Dr. Fischelson was certain he would die any day now. He made out his will, leaving all of his books and manuscripts to the synagogue library. His clothing and furniture would go to Dobbe since she had taken care of him. But death did not come. Rather his health improved. Dobbe returned to her business in the market, but she visited the old man several times a day, prepared soup for him, left him a glass of tea, and told him news of the war. The Germans had occupied Kalish, Bendin, and Cestechow, and they were marching on Warsaw. People said that on a quiet morning one could hear the rumblings of the cannon. Dobbe reported that the casualties were heavy. “They’re falling like flies,” she said. “What a terrible misfortune for the women.”

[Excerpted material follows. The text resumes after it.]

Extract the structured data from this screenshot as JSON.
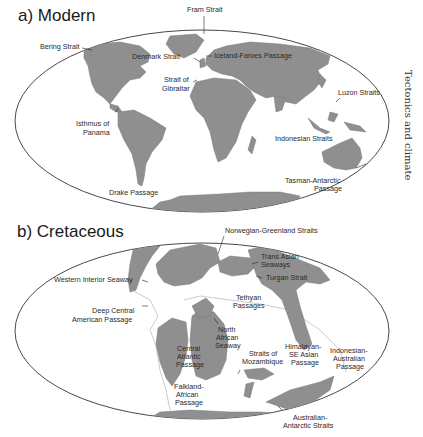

She couldn’t explain why, but the old man’s attic room attracted her. She liked to remove the gold-rimmed books from the bookcase, dust them, and then air them on the windowsill. She would climb the few steps to the window and look out through the telescope. She also enjoyed talking to Dr. Fischelson. He told her about Switzerland, where he had studied, of the great cities he had passed through, of the high mountains that were covered with snow even in the summer. His father had been a rabbi, he said, and before he, Dr. Fischelson, had become a student, he had attended a yeshiva. She asked him how many languages he knew and it turned out that he could speak and write Hebrew, Russian, German, and French, in addition to Yiddish. He also knew Latin. Dobbe was astonished that such an educated man should live in an attic room on Market Street. But what amazed her most of all was that although he had the title “Doctor,” he couldn’t write prescriptions. “Why don’t you become a real doctor?” she would ask him. “I am a doctor,” he would answer. “I’m just not a physician.” “What kind of a doctor?” “A doctor of philosophy.” Although she had no idea of what this meant, she felt it must be very important. “Oh, my blessed mother,” she would say, “where did you get such a brain?”